The most overreaching employee agreement I've seen so far is Amazon's. In addition to the usual clauses about owning your ideas, you also can't be a founder of a startup that has another founder who worked at Amazon—even if you didn't know them or even work there at the same time. I suspect they'd have a hard time enforcing this, but it's a bad sign they even try. There are plenty of other places to work; you may as well choose one that keeps more of your options open.

Speaking of cool places to work, there is of course Google. But I notice something slightly frightening about Google: zero startups come out of there. In that respect it's a black hole. People seem to like working at Google too much to leave. So if you hope to start a startup one day, the evidence so far suggests you shouldn't work there.

I realize this seems odd advice. If they make your life so good that you don't want to leave, why not work there? Because, in effect, you're probably getting a local maximum. You need a certain activation energy to start a startup. So an employer who's fairly pleasant to work for can lull you into staying indefinitely, even if it would be a net win for you to leave. [4]

The best place to work, if you want to start a startup, is probably a startup. In addition to being the right sort of experience, one way or another it will be over quickly. You'll either end up rich, in which case problem solved, or the startup will get bought, in which case it it will start to suck to work there and it will be easy to leave, or most likely, the thing will blow up and you'll be free again.

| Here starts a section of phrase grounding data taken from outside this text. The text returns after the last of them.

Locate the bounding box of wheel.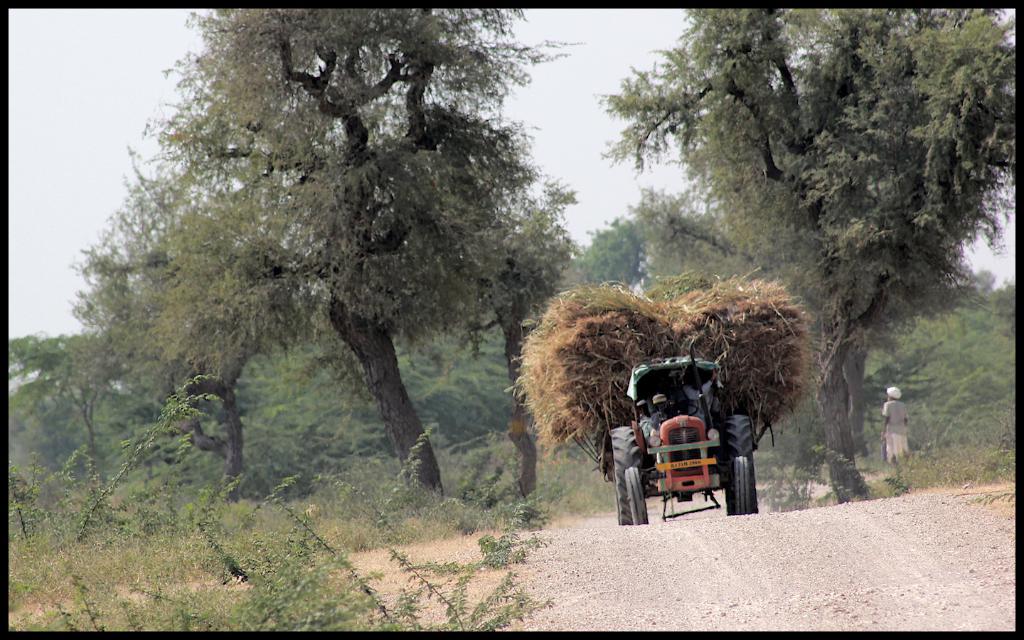
Bounding box: crop(730, 410, 757, 516).
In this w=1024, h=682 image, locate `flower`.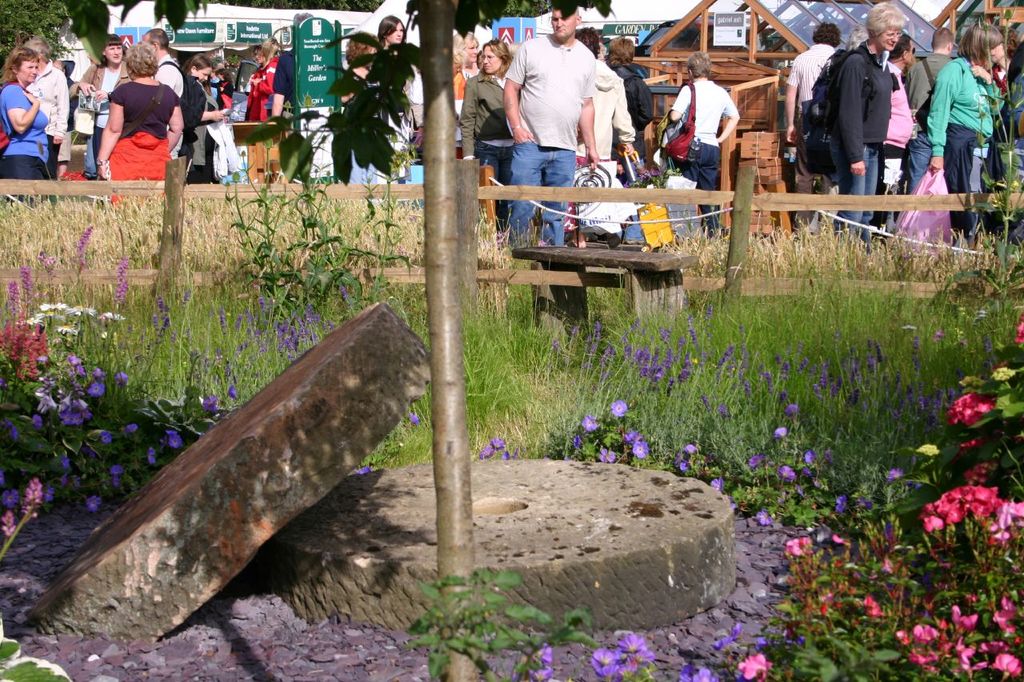
Bounding box: locate(677, 664, 692, 681).
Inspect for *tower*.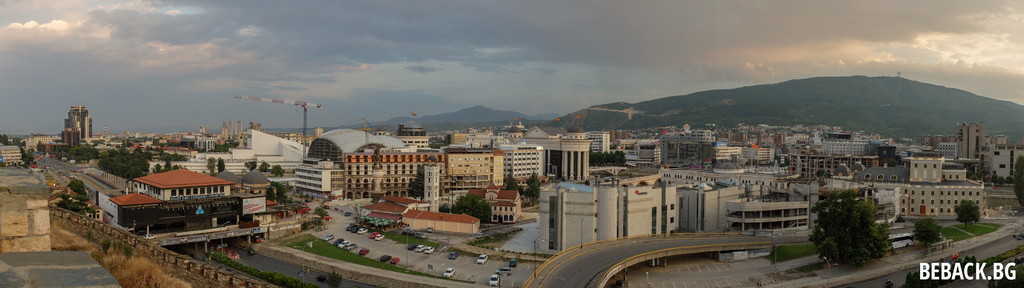
Inspection: [425,163,440,212].
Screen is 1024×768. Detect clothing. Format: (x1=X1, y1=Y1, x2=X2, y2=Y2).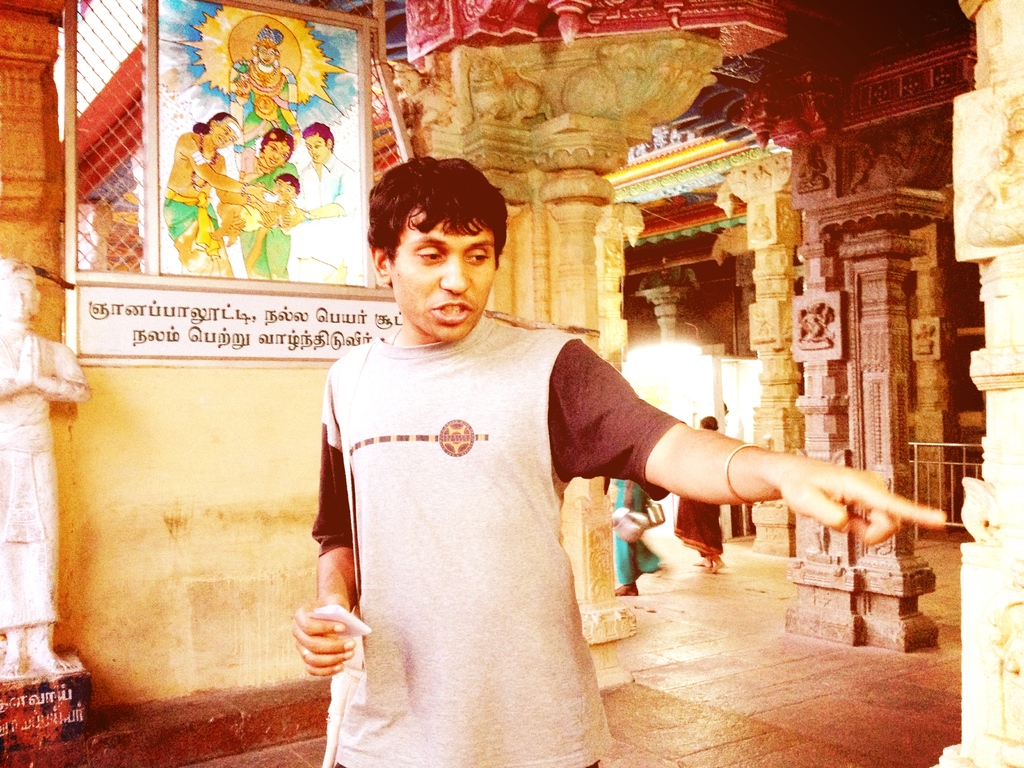
(x1=612, y1=474, x2=661, y2=584).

Your final advantage, ignorance, may not sound very useful. I deliberately used a controversial word for it; you might equally call it innocence. But it seems to be a powerful force. My Y Combinator co-founder Jessica Livingston is just about to publish a book of interviews with startup founders, and I noticed a remarkable pattern in them. One after another said that if they'd known how hard it would be, they would have been too intimidated to start.

Ignorance can be useful when it's a counterweight to other forms of stupidity. It's useful in starting startups because you're capable of more than you realize. Starting startups is harder than you expect, but you're also capable of more than you expect, so they balance out.

Most people look at a company like Apple and think, how could I ever make such a thing? Apple is an institution, and I'm just a person. But every institution was at one point just a handful of people in a room deciding to start something. Institutions are made up, and made up by people no different from you.

I'm not saying everyone could start a startup. I'm sure most people couldn't; I don't know much about the population at large. When you get to groups I know well, like hackers, I can say more precisely. At the top schools, I'd guess as many as a quarter of the CS majors could make it as startup founders if they wanted.

That "if they wanted" is an important qualification—so important that it's almost cheating to append it like that—because once you get over a certain threshold of intelligence, which most CS majors at top schools are past, the deciding factor in whether you succeed as a founder is how much you want to. You don't have to be that smart. If you're not a genius, just start a startup in some unsexy field where you'll have less competition, like software for human resources departments. I picked that example at random, but I feel safe in predicting that whatever they have now, it wouldn't take genius to do better. There are a lot of people out there working on boring stuff who are desperately in need of better software, so however short you think you fall of Larry and Sergey, you can ratchet down the coolness of the idea far enough to compensate.

As well as preventing you from being intimidated, ignorance can sometimes help you discover new ideas. Steve Wozniak put this very strongly:

All the best things that I did at Apple came from (a) not having money and (b) not having done it before, ever. Every single thing that we came out with that was really great, I'd never once done that thing in my life.